Man Alive - Part 2

Man Alive - Part 2 by Bill Powell (Inform)

“Man Alive – Part 1” confused the heck out of me. Part 2 was even worse. Maybe it made sense to the writer but it sure didn’t to this poor player.

What’s it about? Well, I don’t really know. It begins with you in an unofficial court of law awaiting trial for attempted murder. I didn’t finish the previous game – even with a walkthrough to hand I felt it was too much of a chore – so I started this one not really understanding what was going on. Then again, as neither Part 1 nor Part 2 really made any sense as far as I could tell, it’s unlikely that if I had finished Part 1, I’d have been any the wiser.

The first few moves in the game annoyed me. They were different than the moves required to begin Part 1, but equally frustrating and I ended up consulting the walkthrough (which, like Part 1, has the proper commands interspersed with random snippets of text) and finding out that in order to get anywhere I had to TOUCH an item. As I was already carrying this item in my hands at the time, touching it to make it do anything struck me as kind of unusual. But not half as unusual as the rest of the game.

From the court room, I find myself stepping back in time to a garden where I need to perform a lot of non-obvious commands that didn’t make any sense to me. For some reason, I need to find a rake. The rake turns out to be in the tree but the game doesn’t think much will be achieved by my climbing the tree. So I take the rake. Only I can’t use it to rake the garden or, indeed, do anything with it. Instead I speak to my wife, tell her some meaningless babble about having another wife and children somewhere else, throw the rake in the air, and run off…

You can probably gather from the tone of this review so far that I wasn’t impressed with the game, can’t you? I’ll admit I liked the bizarre style of writing but that’s about it. The rest of it… well, it didn’t make a blind bit of sense and I ended up just keying in commands from the walkthrough because it beat trying to understand what was going on.

Aside from the fact that the game made no sense at all, there were some annoying gameplay flaws that would have let down even a good game. There’s a boat that can’t be entered, there’s a fellow called Polar Bear who attacks me yet who I’m unable to attack back because the game won’t even accept that he’s there, there are lots of other things.

I’ll settle for giving this the first score as Part 1 and just hope that the writer tries to make his next game a little more straightforward.

3 out of 10

My only problem in MA2 was the very beginning. I didn’t know I needed to touch the paper figures, and it annoys the heck out of me when games aren’t implemented to trap for any physical contact as a touch (there was a game in last year’s competition, involving the escape from a prison cell, that did this same thing). Once I got through that, though, I like Part 2 a lot more than Part 2, because I felt like things kept moving forward. It wasn’t as complicated, and the story had a good pace.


§ **WORK ORDER**: Copy the final lines exactly, starting at the one that contains "At what (x,y)" and ending with the last line of the listing below. Pictures are not part of the copy.

═══ EXCERPTED RECORDS ═══

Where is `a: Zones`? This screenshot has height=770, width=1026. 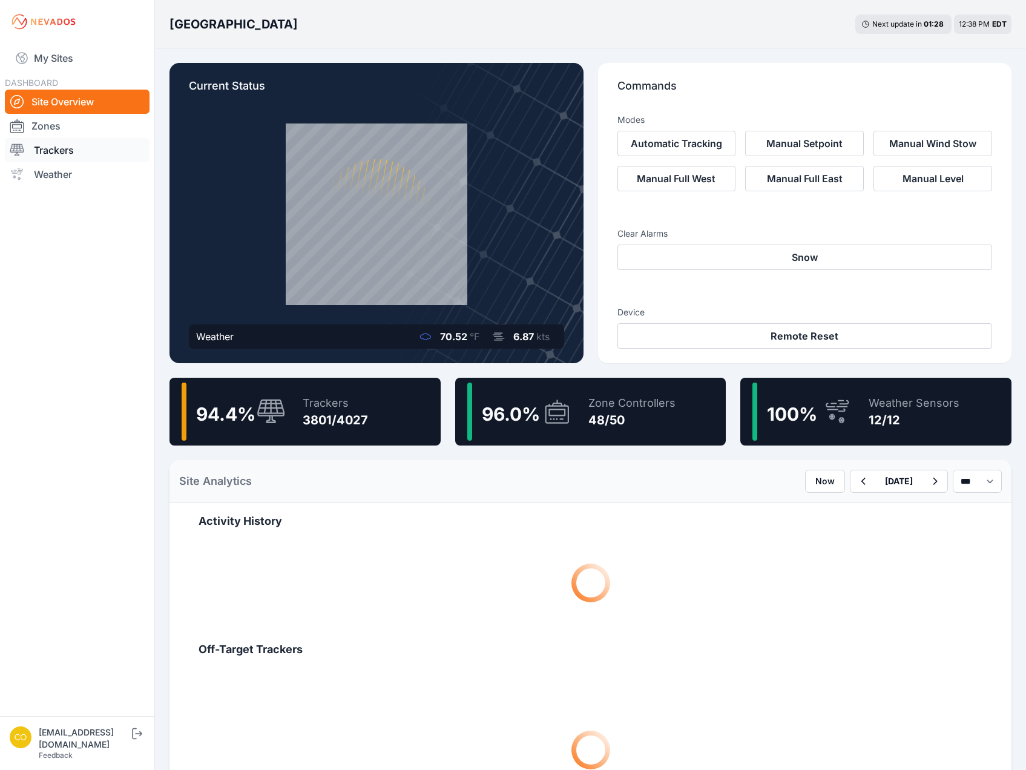
a: Zones is located at coordinates (77, 126).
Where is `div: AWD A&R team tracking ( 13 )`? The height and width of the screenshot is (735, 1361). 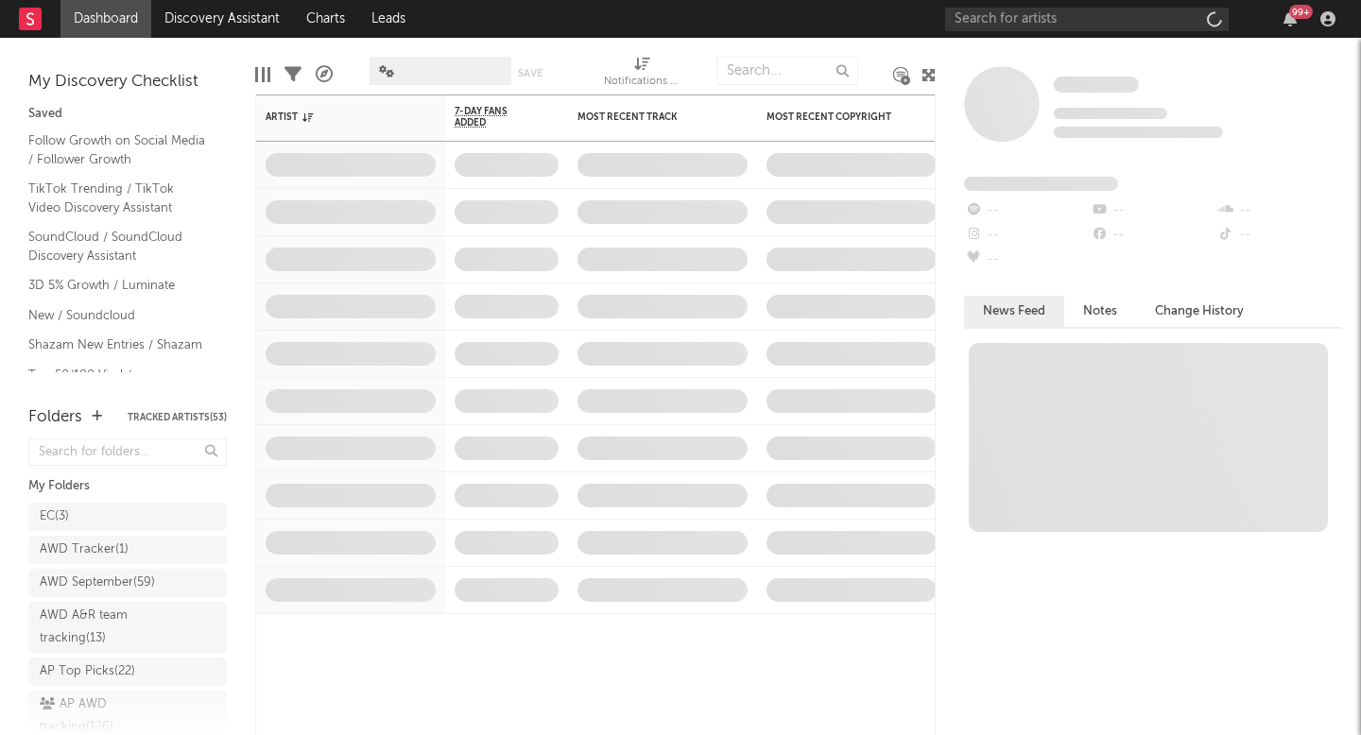
div: AWD A&R team tracking ( 13 ) is located at coordinates (106, 628).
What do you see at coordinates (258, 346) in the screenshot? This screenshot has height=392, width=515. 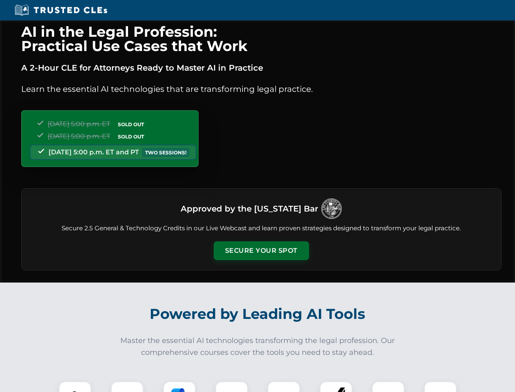 I see `p: Master the essential AI technologies transforming the legal profession. Our comprehensive courses...` at bounding box center [258, 346].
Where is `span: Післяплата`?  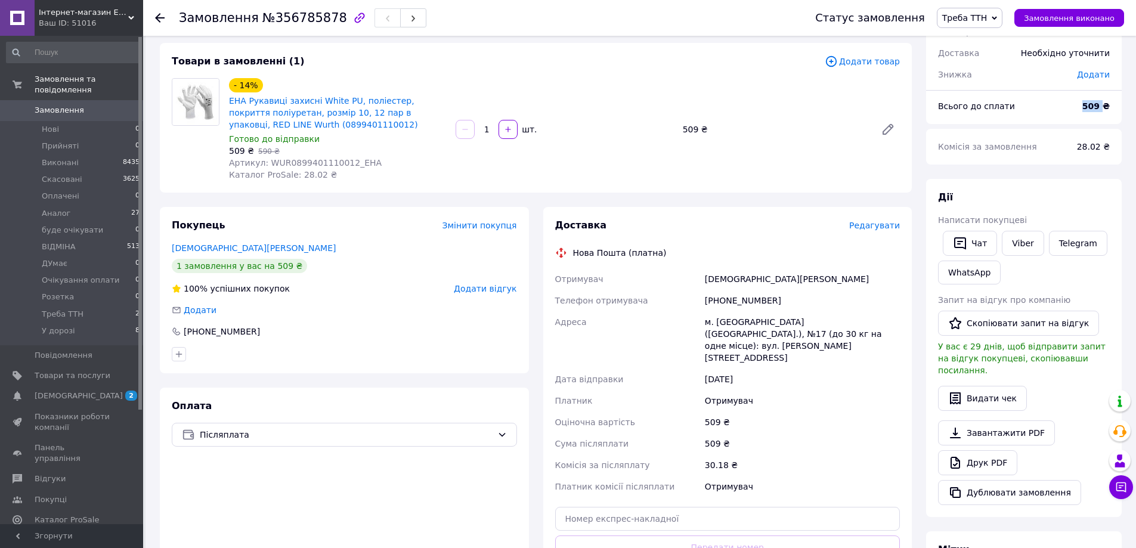
span: Післяплата is located at coordinates (346, 435).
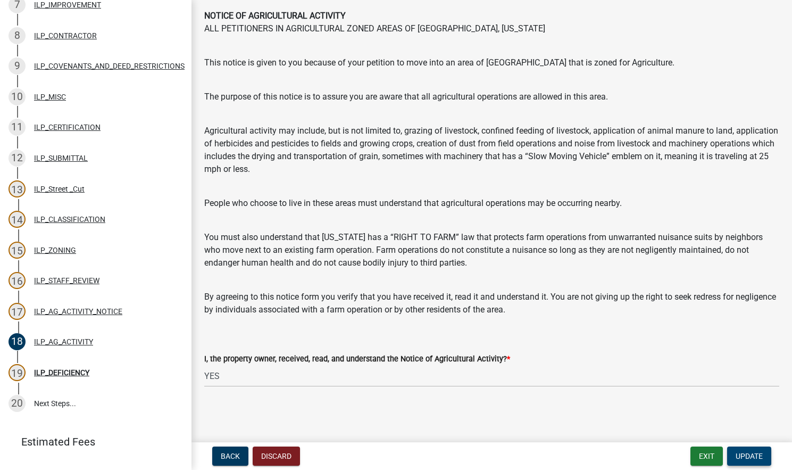 The height and width of the screenshot is (470, 792). I want to click on p: By agreeing to this notice form you verify that you have received it, read it and understand it. ..., so click(492, 303).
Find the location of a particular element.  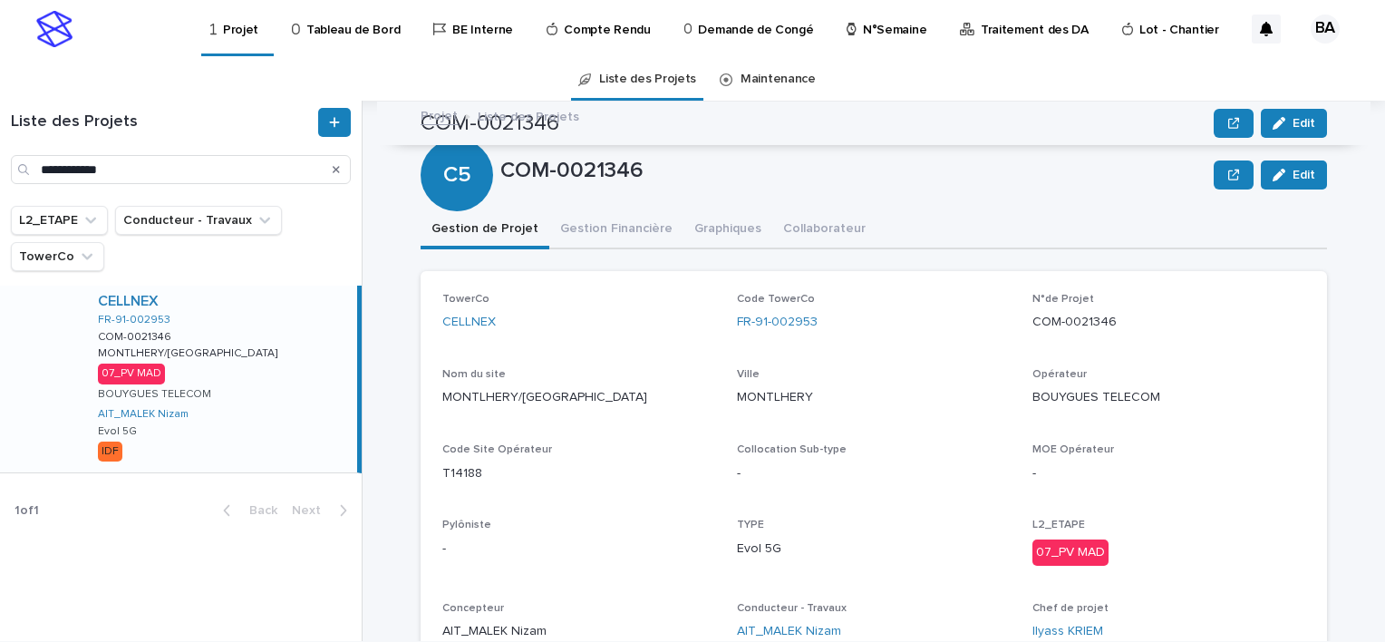

span: Nom du site is located at coordinates (474, 374).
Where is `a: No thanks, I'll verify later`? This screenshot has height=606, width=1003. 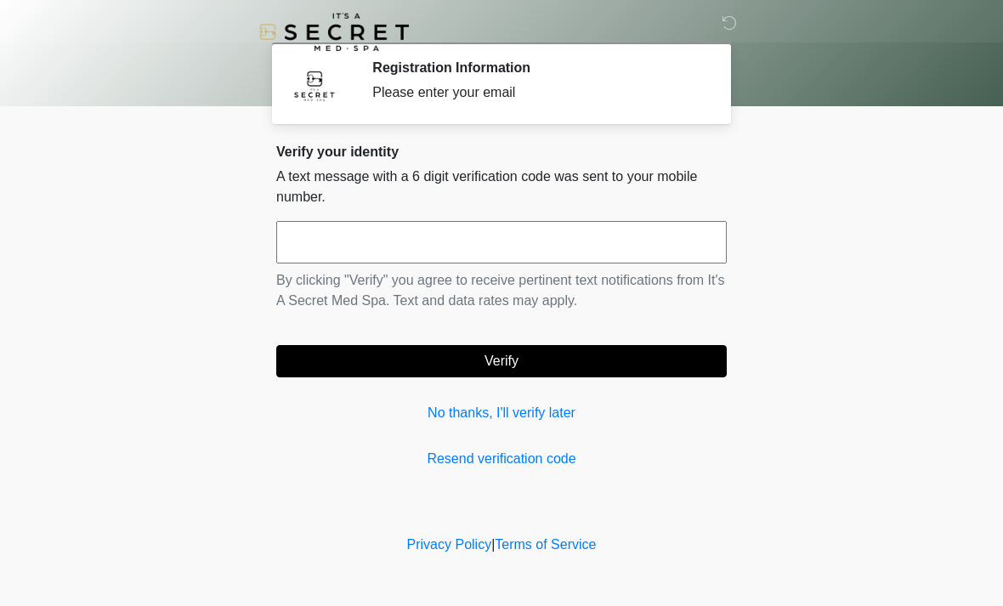
a: No thanks, I'll verify later is located at coordinates (502, 413).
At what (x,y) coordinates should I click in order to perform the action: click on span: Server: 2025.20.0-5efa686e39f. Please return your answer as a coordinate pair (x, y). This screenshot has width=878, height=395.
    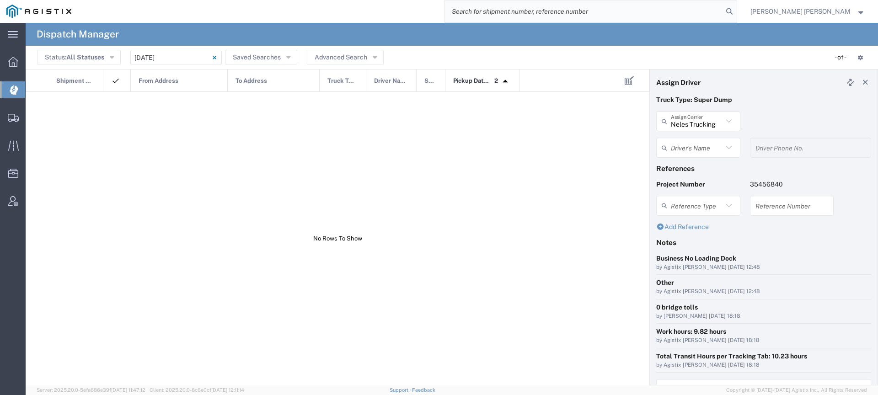
    Looking at the image, I should click on (91, 390).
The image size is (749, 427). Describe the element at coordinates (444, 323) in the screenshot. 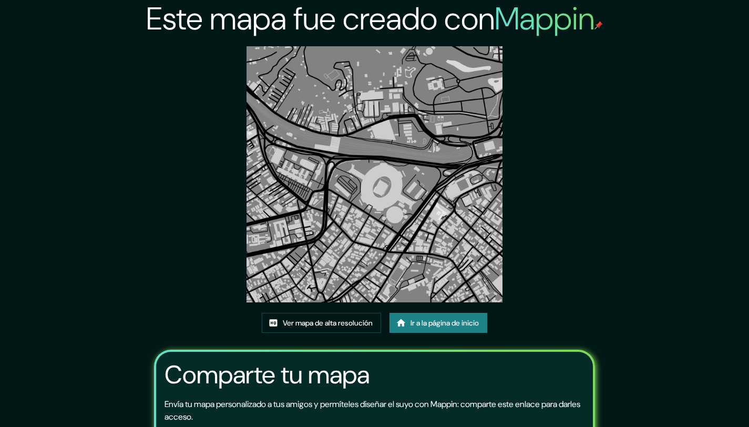

I see `font: Ir a la página de inicio` at that location.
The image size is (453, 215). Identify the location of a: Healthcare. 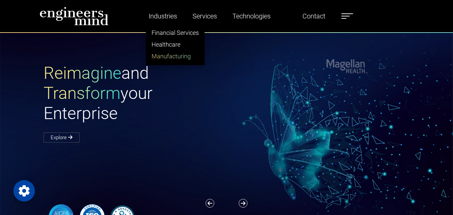
(175, 44).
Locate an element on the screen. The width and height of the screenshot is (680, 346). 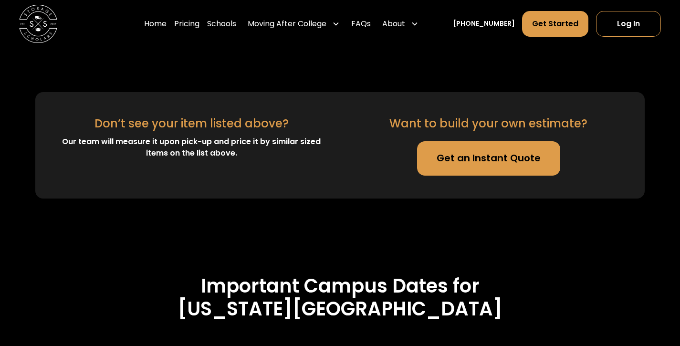
div: Our team will measure it upon pick-up and price it by similar sized items on the list above. is located at coordinates (191, 147).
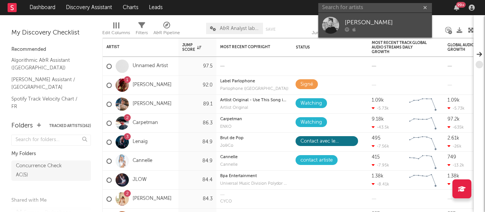  I want to click on div: Label Parlophone, so click(254, 81).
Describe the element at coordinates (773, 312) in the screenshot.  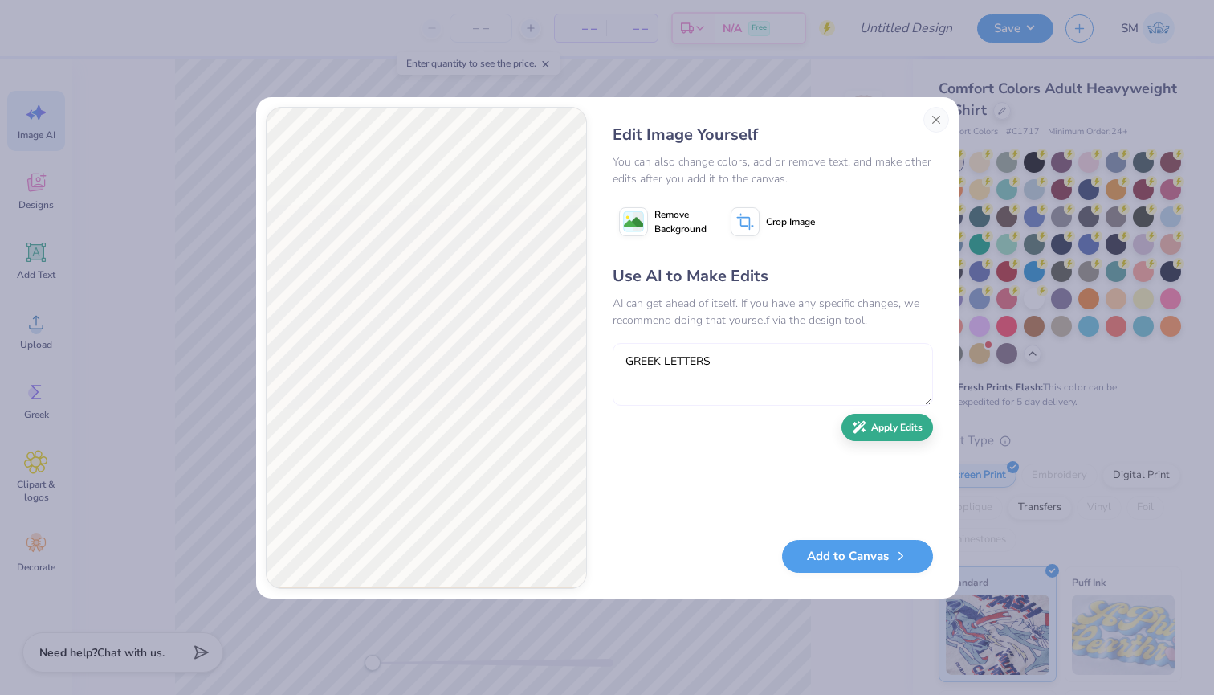
I see `div: AI can get ahead of itself. If you have any specific changes, we recommend doing that yourself vi...` at that location.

═══

§ **REPLY**:
At what (x,y) coordinates should I click in order to perform the action: click on span: Server: 2025.20.0-5efa686e39f. Please return your answer as a coordinate pair (x, y). This screenshot has width=878, height=395.
    Looking at the image, I should click on (91, 390).
The image size is (749, 427). Describe the element at coordinates (444, 323) in the screenshot. 

I see `font: Ir a la página de inicio` at that location.
The image size is (453, 215). Identify the location of a: Healthcare. 
(175, 44).
Locate an element on the screen. The width and height of the screenshot is (680, 346). 
div: Our team will measure it upon pick-up and price it by similar sized items on the list above. is located at coordinates (191, 147).
  I want to click on div: Label Parlophone, so click(254, 81).
Describe the element at coordinates (773, 312) in the screenshot.  
I see `div: AI can get ahead of itself. If you have any specific changes, we recommend doing that yourself vi...` at that location.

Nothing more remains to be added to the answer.